Steve Forbes writes in the latest issue of Forbes magazine, which is celebrating its 100th centennial, about how his grandfather Bertie Charles Forbes started the publication in 1917.
Forbes writes, “B.C. became a nationally renowned financial writer, not only reporting and turning out a syndicated column but also authoring books. Yet, instead of just writing about individuals who started their own firms, he itched to start one himself. And being a Scotsman, B.C. hated not using all the material he gathered. (He would have loved being able to blog to his heart’s content.) He felt the time had come to start his own publication. It was originally titled Doers and Doings, but B.C. was persuaded to use his surname, a not-uncommon practice in those days.
“B.C. Forbes deeply believed in what we today call entrepreneurial capitalism. He loved chronicling the doings of business leaders–the bolder, the better. He was no apologist, however. He railed against those he felt were abusing employees or were incompetently managing their firms. He stated in the first issue of Forbes, ‘Business was originated to produce happiness, not to pile up millions.’ He had no truck with the notion that we are ultimately governed by impersonal forces.
“Forbes boomed during the 1920s. William Randolph Hearst, the media mogul who was the model for Orson Welles’ classic film Citizen Kane, offered to buy B.C.’s creation in 1928 for what today would be the equivalent of tens of millions of dollars. B.C. proudly turned him down. He soon had cause to wonder if he had made a catastrophic mistake.
“Forbes was hit hard by the Depression. By 1932, the company was bankrupt in all but name, as advertising had contracted more than 80%. B.C. kept his creation alive through his freelance earnings — he was still a columnist for the Hearst papers — and by instituting what was dubbed ‘Scotch week’: Every fourth week employees went without a paycheck, which meant a 25% pay cut.”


-- Exercise details --
Go through the records and extract every line with the word "chart".

[Data entries]
☆ ☆ ☆ ☆
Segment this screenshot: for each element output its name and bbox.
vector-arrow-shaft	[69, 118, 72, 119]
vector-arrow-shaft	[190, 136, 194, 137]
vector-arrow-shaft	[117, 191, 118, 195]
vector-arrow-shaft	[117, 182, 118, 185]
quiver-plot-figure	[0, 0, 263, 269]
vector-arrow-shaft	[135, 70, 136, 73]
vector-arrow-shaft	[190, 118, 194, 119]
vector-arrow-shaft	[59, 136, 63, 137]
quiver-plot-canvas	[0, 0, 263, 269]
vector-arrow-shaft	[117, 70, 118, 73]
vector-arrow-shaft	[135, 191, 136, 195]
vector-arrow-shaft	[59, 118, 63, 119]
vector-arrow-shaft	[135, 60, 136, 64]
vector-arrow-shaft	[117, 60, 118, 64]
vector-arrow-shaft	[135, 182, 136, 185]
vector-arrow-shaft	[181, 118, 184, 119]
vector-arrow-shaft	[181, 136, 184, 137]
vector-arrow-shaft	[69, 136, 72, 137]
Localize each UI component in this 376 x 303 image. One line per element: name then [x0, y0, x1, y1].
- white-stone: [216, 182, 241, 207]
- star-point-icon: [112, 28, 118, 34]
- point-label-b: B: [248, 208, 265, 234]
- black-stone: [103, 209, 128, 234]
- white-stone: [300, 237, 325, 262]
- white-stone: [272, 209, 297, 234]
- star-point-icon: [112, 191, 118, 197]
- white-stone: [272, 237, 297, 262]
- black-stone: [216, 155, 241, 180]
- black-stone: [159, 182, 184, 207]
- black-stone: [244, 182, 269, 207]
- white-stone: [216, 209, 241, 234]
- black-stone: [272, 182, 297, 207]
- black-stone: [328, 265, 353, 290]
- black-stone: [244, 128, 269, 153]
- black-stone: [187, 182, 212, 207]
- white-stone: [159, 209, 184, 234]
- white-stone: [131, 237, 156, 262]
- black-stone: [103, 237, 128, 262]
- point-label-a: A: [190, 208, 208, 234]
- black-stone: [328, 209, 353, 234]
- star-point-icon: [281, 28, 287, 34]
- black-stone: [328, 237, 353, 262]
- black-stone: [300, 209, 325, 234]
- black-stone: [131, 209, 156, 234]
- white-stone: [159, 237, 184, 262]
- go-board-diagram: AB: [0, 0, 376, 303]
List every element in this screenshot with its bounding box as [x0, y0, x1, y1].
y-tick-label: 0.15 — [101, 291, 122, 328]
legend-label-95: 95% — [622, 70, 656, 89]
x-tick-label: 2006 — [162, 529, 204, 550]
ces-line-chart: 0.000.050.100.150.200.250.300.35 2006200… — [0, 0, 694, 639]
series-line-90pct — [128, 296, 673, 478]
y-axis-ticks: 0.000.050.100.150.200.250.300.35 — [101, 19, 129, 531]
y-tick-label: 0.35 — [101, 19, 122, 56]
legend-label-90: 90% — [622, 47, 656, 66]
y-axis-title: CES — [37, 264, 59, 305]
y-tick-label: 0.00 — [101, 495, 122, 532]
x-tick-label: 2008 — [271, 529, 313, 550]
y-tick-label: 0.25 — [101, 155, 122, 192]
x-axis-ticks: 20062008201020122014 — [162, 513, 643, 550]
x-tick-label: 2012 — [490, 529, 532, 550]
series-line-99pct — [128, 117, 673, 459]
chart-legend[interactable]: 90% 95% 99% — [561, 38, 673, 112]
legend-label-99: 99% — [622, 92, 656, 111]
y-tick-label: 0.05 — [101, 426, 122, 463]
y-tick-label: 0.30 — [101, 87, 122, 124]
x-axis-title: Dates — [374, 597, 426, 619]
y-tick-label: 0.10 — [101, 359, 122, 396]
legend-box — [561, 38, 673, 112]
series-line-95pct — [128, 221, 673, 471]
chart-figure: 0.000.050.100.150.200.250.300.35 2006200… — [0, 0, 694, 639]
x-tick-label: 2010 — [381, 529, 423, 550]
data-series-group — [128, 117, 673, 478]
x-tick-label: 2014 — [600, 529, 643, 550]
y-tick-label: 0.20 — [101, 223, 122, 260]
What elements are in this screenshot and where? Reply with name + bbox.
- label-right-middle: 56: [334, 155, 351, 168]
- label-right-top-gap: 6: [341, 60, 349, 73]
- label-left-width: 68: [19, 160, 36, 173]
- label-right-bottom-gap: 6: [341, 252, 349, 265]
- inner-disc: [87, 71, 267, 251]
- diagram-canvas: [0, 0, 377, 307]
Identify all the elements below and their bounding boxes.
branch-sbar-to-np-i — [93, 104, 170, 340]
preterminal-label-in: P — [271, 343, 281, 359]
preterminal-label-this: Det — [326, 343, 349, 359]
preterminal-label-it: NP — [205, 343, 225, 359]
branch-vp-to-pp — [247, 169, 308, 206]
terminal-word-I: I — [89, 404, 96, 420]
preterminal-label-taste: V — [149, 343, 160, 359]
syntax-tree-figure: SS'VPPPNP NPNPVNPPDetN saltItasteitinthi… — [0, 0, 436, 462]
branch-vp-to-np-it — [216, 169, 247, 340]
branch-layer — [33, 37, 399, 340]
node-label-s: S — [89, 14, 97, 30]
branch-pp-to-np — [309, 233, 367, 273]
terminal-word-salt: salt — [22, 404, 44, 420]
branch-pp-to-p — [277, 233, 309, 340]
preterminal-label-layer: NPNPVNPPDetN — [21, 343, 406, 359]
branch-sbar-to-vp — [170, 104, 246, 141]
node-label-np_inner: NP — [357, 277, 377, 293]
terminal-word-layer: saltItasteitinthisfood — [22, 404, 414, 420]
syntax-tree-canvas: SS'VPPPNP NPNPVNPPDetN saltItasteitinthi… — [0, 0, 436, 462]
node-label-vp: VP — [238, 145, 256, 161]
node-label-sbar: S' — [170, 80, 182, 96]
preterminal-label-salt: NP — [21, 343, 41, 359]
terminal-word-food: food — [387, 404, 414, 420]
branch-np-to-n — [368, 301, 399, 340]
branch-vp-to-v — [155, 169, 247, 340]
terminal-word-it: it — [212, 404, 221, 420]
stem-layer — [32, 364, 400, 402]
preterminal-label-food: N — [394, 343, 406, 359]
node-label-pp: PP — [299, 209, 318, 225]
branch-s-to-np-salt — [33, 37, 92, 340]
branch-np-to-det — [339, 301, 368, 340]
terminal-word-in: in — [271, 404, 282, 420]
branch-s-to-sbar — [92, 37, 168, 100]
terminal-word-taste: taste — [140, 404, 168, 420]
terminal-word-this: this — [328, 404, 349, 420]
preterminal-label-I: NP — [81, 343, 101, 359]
☆ ☆ ☆ ☆
-- Task response --
ces-line-chart: 0.000.050.100.150.200.250.300.35 2006200… — [0, 0, 694, 639]
chart-legend[interactable]: 90% 95% 99% — [561, 38, 673, 112]
chart-figure: 0.000.050.100.150.200.250.300.35 2006200… — [0, 0, 694, 639]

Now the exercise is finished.